Margaret Clunies Ross (ed.) 2017, ‘Ǫrvar-Odds saga 30 (Hildigunnr, Lausavísa 1)’ in Margaret Clunies Ross (ed.), Poetry in fornaldarsögur. Skaldic Poetry of the Scandinavian Middle Ages 8. Turnhout: Brepols, p. 843.
According to the prose text of Ǫrv, after the Samsø episode Oddr takes Hjálmarr’s body back to Sweden and stays there for a while, but soon embarks on new adventures, including an expedition south to Normandy, France and the Mediterranean, which culminates in his bathing in the River Jordan. Two stanzas relating to these adventures are recorded as lausavísur in ms. 7, and these are also found as ǪrvOdd Ævdr 53 and 52 (Ǫrv 123 and 122) in the younger mss. The younger mss 343a, 471 and 173ˣ now introduce a new adventure in Giantland (Risaland) that is not in either 7 or 344a, in which Oddr is snatched up by a huge vulture and transported to its eyrie to serve as food for its young. He is rescued by a giant named Hildir, who takes Oddr to meet his family. To the giant Oddr seems incredibly small and he wonders how such a child can be so intelligent.
Ǫrv 30 is in mss 343a and 471, while 173ˣ has a different version of the narrative at this point. 343a is taken as main ms.
Tuttr litli ok toppr fyr nefi;
meiri var Goðmundr í gær borinn!
Tuttr litli ok toppr fyr nefi; meiri var Goðmundr borinn í gær!
Tiny tot with a tuft of hair before your nose; Goðmundr was bigger, born yesterday!
Mss: 343a(70v), 471(79r) (Ǫrv)
Readings: [2] toppr: topp 471 [3] meiri var Goðmundr: ‘mei[…] v[…] h[…] god[…]’ 471
Editions: Skj AII, 296, Skj BII, 316, Skald II, 168; Ǫrv 1888, 121, FSGJ 2, 274.
Context: The giant Hildir hands Oddr over to his daughter Hildigunnr as a plaything, and she speaks Ǫrv 30 as she dandles him on her knee, comparing him with her father’s baby son Goðmundr, who was born on the previous day but is now much bigger than Oddr.
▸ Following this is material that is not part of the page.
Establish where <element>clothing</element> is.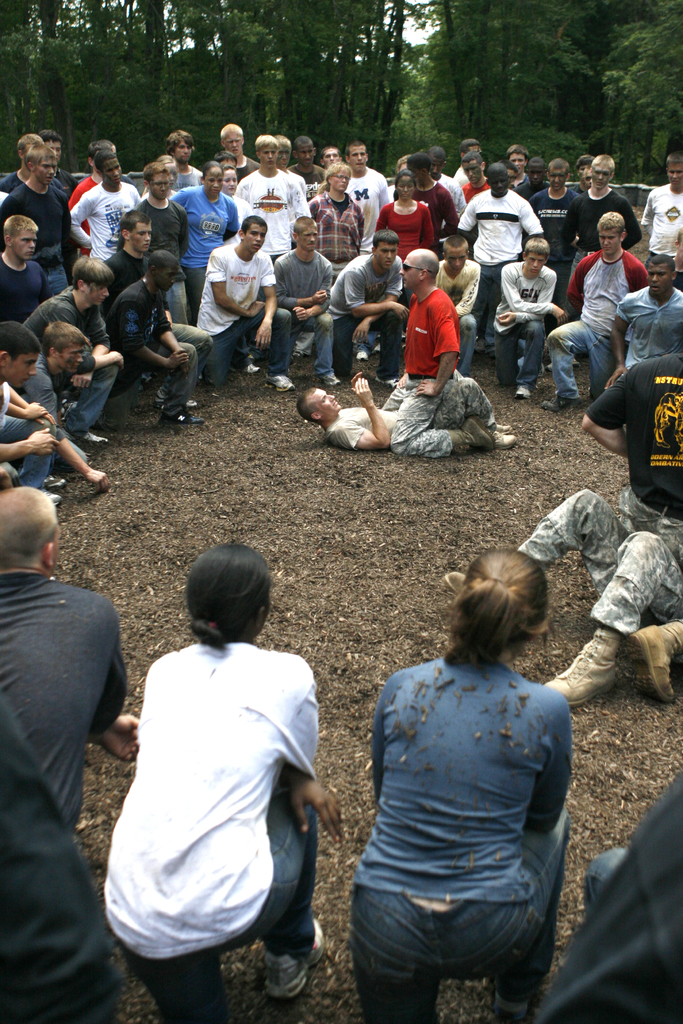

Notes: [1-2]: Neither of these lines is metrical, but l. 1 could be made so either by desyllabification of tuttr or by the insertion of the def. art. inn (tuttr inn litli). — [1] tuttr ‘tot’: This is the only instance of tuttr in Old Icelandic, but the probable alternative form tottr occurs more frequently (six citation slips in the ONP database). The sense of the Old Icelandic word is ‘dwarf, adult of small stature’ (cf. ModDan. tommel-tot ‘Tom Thumb’); according to the OED, the ModEngl. tot, meaning a tiny child, cannot be connected to the Scandinavian words and does not appear in English before the C18th. — [2] ok ‘with’: Lit. ‘and’. — [2] toppr fyr nefi ‘a tuft of hair before your nose’: An indication that Oddr is not the baby he appears from his size, but is sexually mature, as Hildigunnr notices when she looks at his face. The prose text tells that she takes him into bed with her, plays with him and later produces a son, Vignir. On the motif of sexual relations between giantesses and fornaldarsaga heroes, see McKinnell (2009b, 206-8). — [3]: In 471 this line is written on the first line of the page and the upper parts of the letters have been cut off, together with superscript abbreviations. It seems to have read meiri var hann Goðmundr.